Everything I Needed to Know About Being a Girl I Learned from Judy Blume (6 page)

Halfway there I said, “You want to talk about it?”

“Do you?” she asked.

“I don't even remember how it started.”

“You told Amber that Max liked me.”

“Oh, right…I never did get what was so bad about that.”

“It was just the last straw,” Rachel said. “I was
so
mad at you by then.”

“For what?”

“Because you didn't like me anymore.”

“No,” I said, “you were the one who didn't like me!”

“I didn't like
you
because you didn't like
me!”
Rachel said. “You were best friends with Alison and everyone knew it.”

“But you had Stacey Green,” I told her. “You didn't want to be my best friend anymore.”

“That's because
you
didn't want to be
mine
!

Rachel shifted her books from one arm to the other. “I felt it was some kind of competition…me against Alison…and I was always losing.”

Judy Blume,
Just As Long As We're Together
(Bantam Doubleday Dell, 1987), pp. 292–293.

What strikes me when I reread this book, the one I first read long ago when I was navigating best friendships with girls I only dimly remember now, is how very much like romantic relationships these female best friendships are. They require so much care. So much interest in another's details, thoughts, and emotions. So much effort and attention. The lasting forms of these friendships ease into something like family. The other ones flare and then disappear.

These days, I don't have a best friend. I have close friends but no all-encompassing best friend. I suspect that now, having found The One, there's no longer a space for that kind of relationship. I only have so much emotional energy, after all, and if I were to expend so much of it on the maintenance of a friendship like those breathtaking ones of old, what would be left for my partner? My work? Me?

But I don't mean to suggest that you can't have both a Significant Other and best friends. I just don't think you can have a Significant Other and
A Very Best Best Friend,
with whom you are far too close, in a toxic sort of way.

As you grow older, I think the emotional dependency of that kind of Best Friendship has to ebb away or there would never be any space to form the sort of emotional attachment you need to have with your life partner. Or the sort of relationship that now, in my thirties, I am pleased to have with myself. (Note to teenage self: It's true, you can
like
yourself. Really.)

But knowing that this ebbing is probably inevitable makes me wonder if some of the tensions in those vibrant, heedless, wondrous best friendships come from the fact that they aren't The Real Thing. Seventeen hours of discussing mundane details on the telephone won't take the place of a lover or a spouse, though perhaps they help fill a space. No wonder these relationships contain as much darkness as they do light—they're saddled with an unbearable weight. No wonder it's so rare that we maintain them in the same form forever.

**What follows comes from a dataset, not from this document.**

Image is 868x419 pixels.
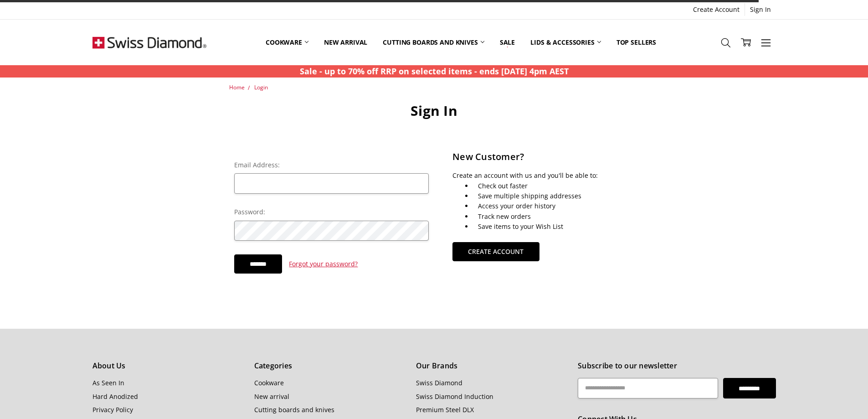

The best sorts of friendships are the ones that adapt. The ones that flex to fit you both as you need them. That seems like common sense, but it's very hard to find, because not everyone changes at the same time or in the same way. Sometimes friendships are meant to end the moment circumstances change.

Maybe this is what T. discovered as she met and fell in love with her husband (whose name I don't even know). This was always her unapologetic goal, no matter her success: to locate her husband and make her own family. Maybe she discovered, years before I would, that things have to change when that happens. That these partings are inevitable and perhaps even necessary, and because I could not have understood why this was so at the time, she neglected to tell me. And then just disappeared.

But all of this supposes that T. was the one to make all the decisions, as if I had no part in what happened. When, in fact, I knew I was letting go of her. As each day passed, as each week became a month and I failed to act, I was making a choice. As I look back over the other best friendships I've had that also ended, I wonder if, in addition to simply having a finite amount of room for such intimacy, we also have certain periods in our lives in which we seek out people who seem to embody the things we lack. Then, when we gain those things for ourselves, we no longer need that friend in the same way, which causes a serious dissonance in the relationship. Perhaps this is why these particular friendships burn so bright and then disappear so completely.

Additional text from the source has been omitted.